Smart Living | Entertainment

Entertainment | 27 Nov 2020

How are rugby fans being transformed into strapping Digital Lions?

A scrum of advanced technologies, from AR to motion capture, feature in the official British and Irish Lions app from Vodafone – we explain how they work.

The British and Irish Lions 2021 tour of South Africa seems a long way off, but rugby fans can already immerse themselves in the upcoming tournament in a unique way. The team’s official app, brought to you by Vodafone UK, includes the Digital Lions feature which you can use to create a fully animated virtual 3D avatar bearing your likeness.

Creating and customising your own Digital Lion avatar is so simple that it takes mere minutes, but the technologies underlying them are cutting-edge and were brought together through months of work. Here’s how they work together to help create the Digital Lion fan experience.

Face scanning

The app takes a selfie shot of your face, but it doesn’t merely copy and paste that photo of your face onto your 3D avatar. An algorithm, created by specialist firm Wolf3D and trained on 3D scans of over 10,000 different faces, recognises your key facial features, the distance between them and the shape of your face.

From your selfie, the algorithm creates a mathematical representation of your face. Unity, a 3D graphics engine also used in popular games such as Pokemon Go, uses it to recreate your face in convincing 3D graphical form. You then have the option of customising its appearance, either to match your own look or to express yourself creatively, from hairstyle to glasses. Once your avatar is created, the mathematical representation of your face is deleted.

Motion capture

One aspect of your avatar that won’t be accurate, unless you’re as well-honed and muscular as a professional rugby player, is its body. It not only has a Herculean physique, it moves in a realistically convincing manner, too.

This is because the avatar’s movements have been motion captured from those of Lions legends Sam Warburton, Paul O’Connell, Ian McGeechan and Jeremy Guscott. Each player wore suits dotted with sensors that, like the motion capture technology used in Hollywood movies, accurately tracked and recorded the movements of the Lions legends.

To capture the fast-paced movements of the players smoothly, realistically and with a sense of balance, each sensor – or inertial motion unit as they’re called – tracked acceleration, velocity and inertia. Not just of each body part individually, but in relation to each other – such as the avatar’s hands when passing a ball as the torso is twisting at the waist while the legs are in motion.

Even so, motion capturing the movements of a full-contact sport posed some challenges as Dan Cheetam, creative technology specialist from Happy Finish, explained.

“In pre-Covid times we would have motion captured Paul O’Connell and Sam Warburton actually tacking and lifting each other as in a line out,” says Dan.

“But due to social distancing constraints, we needed to find work-around solutions, such as using tackle bags and then manually fine-tuning the recorded movements afterwards.”

Augmented reality

Your completed Digital Lion avatar doesn’t live in isolation. Using your smartphone, you can view your avatar superimposed over your rear camera’s view of your surroundings. This is called augmented reality (AR), as opposed to virtual reality where everything you see is computer generated.

So your animated avatar appears to be standing, running and celebrating in your living room, garden or wherever you happen to be. You can even shrink your Digital Lion down to the size of an action figure or enlarge it to ceiling-scraping proportions.

Augmented reality is far more complex than it appears to be as your phone has to track your Digital Lion avatar in relation to real world objects around it, including yourself. Rather than reinventing the wheel, the app uses software from Apple and Google specifically designed to enable apps to do this – ARKit in iOS and ARCore in Android.

It’s worth bearing in mind that the strenuous processing demands of AR and 3D graphics mean that the Digital Lions feature won’t be available on all phones, such as older and cheaper models with less powerful processors and older, less capable versions of the operating system. For iOS, you need an iPhone 6s or later (iPads aren’t currently supported). For Android, check Google’s list of ARCore-certified devices.

Roar of approval

The combined result of these face scanning, motion capture, 3D graphics and AR technologies is a fun and seamless experience for Lions fans. There’s more to come, too, such as the ability to play in-app games using your Digital Lion avatar and the ability to pose with ex-Lions players in AR.

To download the official British and Irish Lions app, head to the App Store or Google Play.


What lines of the data below hold the string "przeszkadzać"? Copy each one.

## The data
•••••

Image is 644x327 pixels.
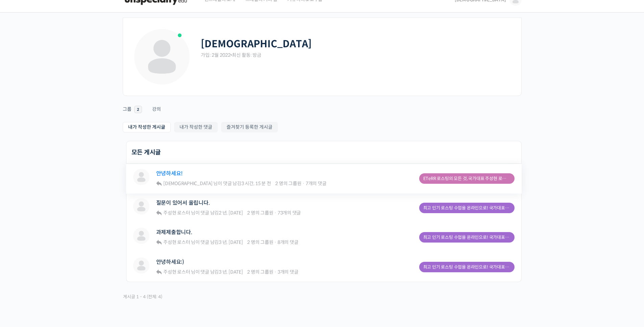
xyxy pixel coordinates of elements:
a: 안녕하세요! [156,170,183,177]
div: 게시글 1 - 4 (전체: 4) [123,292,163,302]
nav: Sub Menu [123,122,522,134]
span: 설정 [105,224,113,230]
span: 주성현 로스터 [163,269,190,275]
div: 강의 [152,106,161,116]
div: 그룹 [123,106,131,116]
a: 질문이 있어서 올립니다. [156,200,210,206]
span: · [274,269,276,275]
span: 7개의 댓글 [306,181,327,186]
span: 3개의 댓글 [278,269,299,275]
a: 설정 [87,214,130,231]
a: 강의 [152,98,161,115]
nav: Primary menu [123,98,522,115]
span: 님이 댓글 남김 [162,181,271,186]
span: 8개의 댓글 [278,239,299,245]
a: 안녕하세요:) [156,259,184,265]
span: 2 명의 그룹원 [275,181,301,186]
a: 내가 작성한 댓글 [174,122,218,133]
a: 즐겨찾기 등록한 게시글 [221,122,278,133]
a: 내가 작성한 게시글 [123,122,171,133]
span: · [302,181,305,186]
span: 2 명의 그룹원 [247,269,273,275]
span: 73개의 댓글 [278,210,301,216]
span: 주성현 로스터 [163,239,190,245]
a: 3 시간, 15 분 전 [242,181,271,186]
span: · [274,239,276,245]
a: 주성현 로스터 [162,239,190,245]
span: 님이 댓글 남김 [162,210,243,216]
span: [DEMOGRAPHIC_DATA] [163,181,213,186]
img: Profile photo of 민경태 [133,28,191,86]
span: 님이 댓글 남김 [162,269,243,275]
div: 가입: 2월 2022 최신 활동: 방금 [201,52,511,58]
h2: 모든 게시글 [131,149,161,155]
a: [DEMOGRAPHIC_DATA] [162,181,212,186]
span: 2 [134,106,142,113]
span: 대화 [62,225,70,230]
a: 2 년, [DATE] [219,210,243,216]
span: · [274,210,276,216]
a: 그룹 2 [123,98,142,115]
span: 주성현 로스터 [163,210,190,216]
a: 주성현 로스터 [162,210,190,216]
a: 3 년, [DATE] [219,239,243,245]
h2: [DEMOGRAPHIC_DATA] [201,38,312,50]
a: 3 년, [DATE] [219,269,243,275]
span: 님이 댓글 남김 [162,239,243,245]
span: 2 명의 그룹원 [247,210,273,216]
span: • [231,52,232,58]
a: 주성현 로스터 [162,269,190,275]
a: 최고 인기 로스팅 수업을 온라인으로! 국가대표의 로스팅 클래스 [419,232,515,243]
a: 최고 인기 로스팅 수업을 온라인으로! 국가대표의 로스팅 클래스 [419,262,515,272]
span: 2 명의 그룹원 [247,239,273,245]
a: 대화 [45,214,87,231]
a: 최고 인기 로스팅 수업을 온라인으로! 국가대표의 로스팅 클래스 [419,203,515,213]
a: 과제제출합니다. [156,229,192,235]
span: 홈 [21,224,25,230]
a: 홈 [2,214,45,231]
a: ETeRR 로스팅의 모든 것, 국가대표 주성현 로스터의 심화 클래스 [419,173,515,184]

•••••

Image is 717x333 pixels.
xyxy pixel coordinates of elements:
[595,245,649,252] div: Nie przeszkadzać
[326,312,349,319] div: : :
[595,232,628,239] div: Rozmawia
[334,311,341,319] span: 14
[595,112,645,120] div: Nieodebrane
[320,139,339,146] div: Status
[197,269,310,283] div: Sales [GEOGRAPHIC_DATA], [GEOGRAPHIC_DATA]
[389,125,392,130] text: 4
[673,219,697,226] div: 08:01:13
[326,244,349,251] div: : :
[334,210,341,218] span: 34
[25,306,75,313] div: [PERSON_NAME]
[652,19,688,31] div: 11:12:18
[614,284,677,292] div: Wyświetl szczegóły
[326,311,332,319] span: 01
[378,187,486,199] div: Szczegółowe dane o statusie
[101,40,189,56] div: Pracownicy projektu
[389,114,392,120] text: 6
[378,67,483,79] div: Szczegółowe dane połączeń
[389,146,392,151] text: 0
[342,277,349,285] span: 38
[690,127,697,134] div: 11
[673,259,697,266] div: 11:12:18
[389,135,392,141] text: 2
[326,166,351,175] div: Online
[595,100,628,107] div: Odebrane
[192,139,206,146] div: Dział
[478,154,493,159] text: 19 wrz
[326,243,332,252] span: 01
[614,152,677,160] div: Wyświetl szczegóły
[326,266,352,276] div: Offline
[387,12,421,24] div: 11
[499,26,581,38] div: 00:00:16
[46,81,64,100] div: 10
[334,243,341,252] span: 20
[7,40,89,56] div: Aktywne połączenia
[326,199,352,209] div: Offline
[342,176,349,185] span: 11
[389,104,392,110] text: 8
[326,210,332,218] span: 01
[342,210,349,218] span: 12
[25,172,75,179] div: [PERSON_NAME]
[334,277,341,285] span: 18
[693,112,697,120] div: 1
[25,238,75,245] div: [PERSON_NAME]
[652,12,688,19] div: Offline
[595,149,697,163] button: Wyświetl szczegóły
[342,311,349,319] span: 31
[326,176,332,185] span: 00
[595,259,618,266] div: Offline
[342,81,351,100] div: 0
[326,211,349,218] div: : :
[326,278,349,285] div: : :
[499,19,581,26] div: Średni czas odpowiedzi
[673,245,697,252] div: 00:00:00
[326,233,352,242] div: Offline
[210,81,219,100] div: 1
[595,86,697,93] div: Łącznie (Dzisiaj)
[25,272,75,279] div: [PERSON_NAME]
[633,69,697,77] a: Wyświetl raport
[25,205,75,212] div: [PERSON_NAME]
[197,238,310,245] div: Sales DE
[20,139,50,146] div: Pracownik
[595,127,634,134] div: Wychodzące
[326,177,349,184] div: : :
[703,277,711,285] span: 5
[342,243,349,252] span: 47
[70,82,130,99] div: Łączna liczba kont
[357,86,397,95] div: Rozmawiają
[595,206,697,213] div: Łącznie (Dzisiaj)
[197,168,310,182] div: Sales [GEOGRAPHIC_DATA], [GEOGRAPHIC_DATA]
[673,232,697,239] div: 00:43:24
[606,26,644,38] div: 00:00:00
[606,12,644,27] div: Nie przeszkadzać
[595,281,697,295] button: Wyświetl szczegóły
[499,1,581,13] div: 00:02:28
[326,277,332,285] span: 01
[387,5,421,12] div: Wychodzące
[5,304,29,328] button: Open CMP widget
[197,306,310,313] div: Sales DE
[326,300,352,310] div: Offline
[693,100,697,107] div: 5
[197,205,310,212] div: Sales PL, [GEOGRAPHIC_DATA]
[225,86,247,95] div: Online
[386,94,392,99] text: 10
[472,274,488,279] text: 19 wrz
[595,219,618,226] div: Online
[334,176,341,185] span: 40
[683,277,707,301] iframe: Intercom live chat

•••••

## Written solution
[595,245,649,252] div: Nie przeszkadzać
[606,12,644,27] div: Nie przeszkadzać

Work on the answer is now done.